Yoshio Taniguchi was born in Tokyo on Oct. 17, 1937. His father, Yoshiro Taniguchi, was a prominent architect known for designing the National Museum of Modern Art in Tokyo (1969) and the city’s glamorous Hotel Okura (1962), which was partly demolished in 2015. The elder Mr. Taniguchi was also known for a somewhat eccentric late-in-life project: When the fast pace of postwar reconstruction threatened a number of buildings from the Meiji era (1868 to 1912), he arranged to move some of the best ones to an open-air architecture park, the Meiji Mura Museum, outside Nagoya.

Initially hoping to steer clear of his father’s profession, Mr. Taniguchi studied mechanical engineering at Keio University in Tokyo, graduating in 1960. But he then enrolled at the Harvard University Graduate School of Design, where he became one of the first Japanese architects trained outside Japan.

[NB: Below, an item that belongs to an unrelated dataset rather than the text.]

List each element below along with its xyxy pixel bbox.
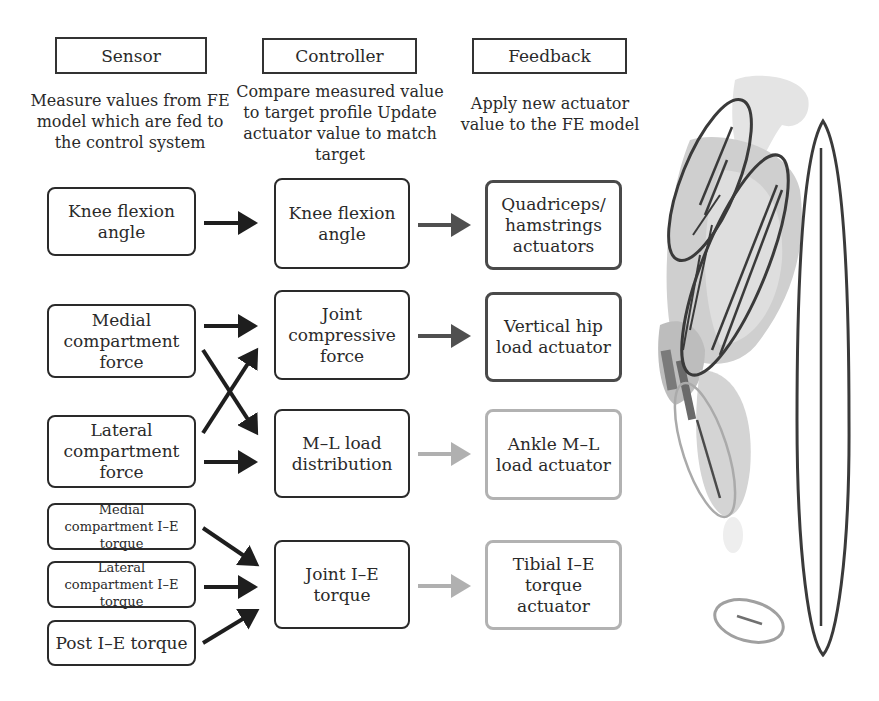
fe-leg-model-illustration [0, 0, 879, 701]
foot-shape [723, 517, 743, 553]
vertical-hip-load-ellipse [797, 121, 849, 655]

After graduating in 1964, he worked briefly for Walter Gropius, the German émigré architect, in Cambridge, Mass. From 1964 to 1972, Mr. Taniguchi worked in the Tokyo office of Kenzo Tange, one of the most important Japanese architects of the second half of the 20th century.

He opened his own office in Tokyo in 1975 and soon was designing residential and commercial buildings and a series of small museums. His Gallery of Horyuji Treasures, part of the Tokyo National Museum, is an elegant white cube under a dramatic cantilevered roof. Similar cantilevers later framed the MoMA sculpture garden.

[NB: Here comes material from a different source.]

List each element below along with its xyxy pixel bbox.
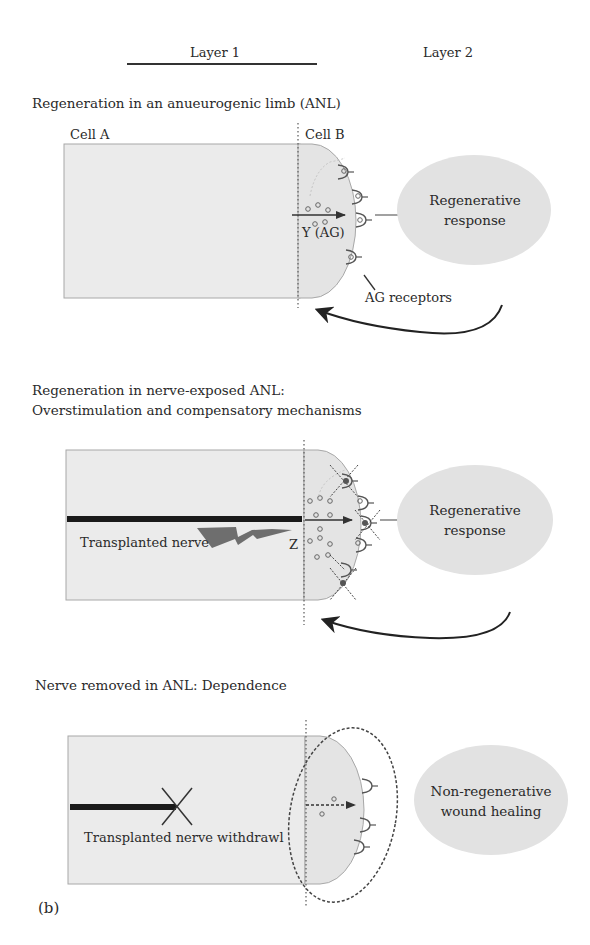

His wife is his only immediate survivor.

One of Mr. Taniguchi’s most unusual buildings was a giant municipal incinerator plant in Hiroshima. Completed in 2004, the plant was comparable in size and complexity to the simultaneous MoMA expansion. Both were designed to dazzle architecture buffs with their extraordinarily refined details.

Mr. Taniguchi referred to the Hiroshima project as “my museum of garbage.” And it was a museum, of sorts. Hiroshima’s longtime mayor, Takashi Hiraoka, thought that if people could see how much trash they produced, they might produce less. So he decided that visitors should be able to watch the building’s operations through glass walls. And for that, he figured, why not hire Japan’s pre-eminent museum architect?

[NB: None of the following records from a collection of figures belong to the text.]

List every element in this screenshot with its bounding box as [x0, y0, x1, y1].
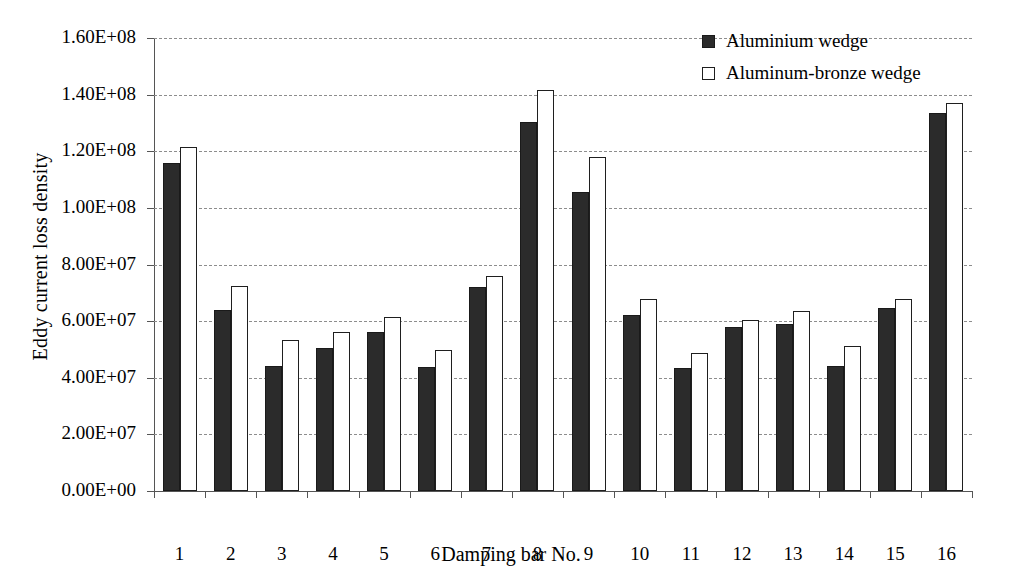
- bar: [282, 340, 299, 491]
- bar: [231, 286, 248, 491]
- x-axis-title: Damping bar No.: [0, 543, 1022, 566]
- x-axis-tick: [972, 491, 973, 498]
- gridline: [154, 95, 972, 96]
- y-axis-tick-label: 6.00E+07: [6, 309, 136, 331]
- bar: [435, 350, 452, 491]
- x-axis-tick: [716, 491, 717, 498]
- y-axis-tick-label: 4.00E+07: [6, 366, 136, 388]
- x-axis-tick: [768, 491, 769, 498]
- x-axis-tick: [307, 491, 308, 498]
- bar: [418, 367, 435, 491]
- bar: [674, 368, 691, 491]
- y-axis-tick: [147, 434, 154, 435]
- x-axis-tick: [359, 491, 360, 498]
- y-axis-tick: [147, 321, 154, 322]
- bar: [640, 299, 657, 491]
- x-axis-tick: [614, 491, 615, 498]
- bar: [589, 157, 606, 491]
- bar: [878, 308, 895, 491]
- bar: [469, 287, 486, 491]
- bar: [929, 113, 946, 491]
- bar: [725, 327, 742, 491]
- bar: [486, 276, 503, 491]
- y-axis-tick-label: 1.00E+08: [6, 196, 136, 218]
- bar: [827, 366, 844, 491]
- bar: [367, 332, 384, 491]
- y-axis-tick: [147, 378, 154, 379]
- y-axis-tick: [147, 151, 154, 152]
- gridline: [154, 265, 972, 266]
- y-axis-tick: [147, 265, 154, 266]
- bar: [180, 147, 197, 491]
- x-axis-tick: [461, 491, 462, 498]
- bar: [163, 163, 180, 491]
- bar: [793, 311, 810, 491]
- x-axis-tick: [410, 491, 411, 498]
- chart-legend: Aluminium wedge Aluminum-bronze wedge: [702, 27, 1002, 91]
- gridline: [154, 208, 972, 209]
- y-axis-tick: [147, 208, 154, 209]
- bar: [946, 103, 963, 491]
- bar: [691, 353, 708, 491]
- y-axis-tick-label: 2.00E+07: [6, 422, 136, 444]
- y-axis-tick: [147, 95, 154, 96]
- x-axis-tick: [154, 491, 155, 498]
- y-axis-tick-label: 1.60E+08: [6, 26, 136, 48]
- bar: [572, 192, 589, 491]
- bar: [776, 324, 793, 491]
- x-axis-tick: [205, 491, 206, 498]
- chart-figure: Eddy current loss density 12345678910111…: [0, 0, 1022, 583]
- bar: [895, 299, 912, 491]
- y-axis-tick-label: 1.20E+08: [6, 139, 136, 161]
- legend-swatch-filled-square-icon: [702, 35, 715, 48]
- legend-item-aluminium-wedge: Aluminium wedge: [702, 27, 1002, 55]
- legend-label: Aluminum-bronze wedge: [726, 62, 921, 84]
- bar: [520, 122, 537, 491]
- bar: [384, 317, 401, 491]
- x-axis-tick: [256, 491, 257, 498]
- plot-area: 12345678910111213141516: [154, 38, 972, 491]
- legend-swatch-open-square-icon: [702, 67, 715, 80]
- bar: [623, 315, 640, 491]
- bar: [537, 90, 554, 491]
- x-axis-tick: [512, 491, 513, 498]
- y-axis-tick-label: 8.00E+07: [6, 253, 136, 275]
- legend-label: Aluminium wedge: [726, 30, 868, 52]
- y-axis-tick-label: 1.40E+08: [6, 83, 136, 105]
- bar: [214, 310, 231, 491]
- x-axis-tick: [870, 491, 871, 498]
- x-axis-tick: [819, 491, 820, 498]
- bar: [742, 320, 759, 491]
- gridline: [154, 321, 972, 322]
- bar: [844, 346, 861, 491]
- bar: [265, 366, 282, 491]
- x-axis-tick: [665, 491, 666, 498]
- y-axis-tick-label: 0.00E+00: [6, 479, 136, 501]
- y-axis-tick: [147, 38, 154, 39]
- bar: [316, 348, 333, 491]
- gridline: [154, 151, 972, 152]
- x-axis-tick: [921, 491, 922, 498]
- bar: [333, 332, 350, 491]
- y-axis-tick: [147, 491, 154, 492]
- x-axis-tick: [563, 491, 564, 498]
- legend-item-aluminum-bronze-wedge: Aluminum-bronze wedge: [702, 59, 1002, 87]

Mr. Taniguchi also designed Tokyo Sea Life Park, an aquarium constructed on a landfill on the edge of Tokyo Bay.

After MoMA, Mr. Taniguchi designed one other building in the U.S., the $48 million Asia Society Texas Center in Houston, completed in 2011. Lisa Gray, writing in The Houston Chronicle, said that to get the building’s limestone facade just right, Mr. Taniguchi had workers at a quarry in Germany cut 470 gigantic blocks, of which he accepted only 50. The 50 were then sliced into slabs about an inch thick. Mr. Taniguchi rejected 90 percent of the slabs.

Why such perfectionism? Mr. Taniguchi, who had no children, told Ms. Lessard that his buildings were his children. As for MoMA, the effort was in part repayment for the education he had received in the United States. “This,” he told Ms. Lessard, “is my opportunity to give back to America.”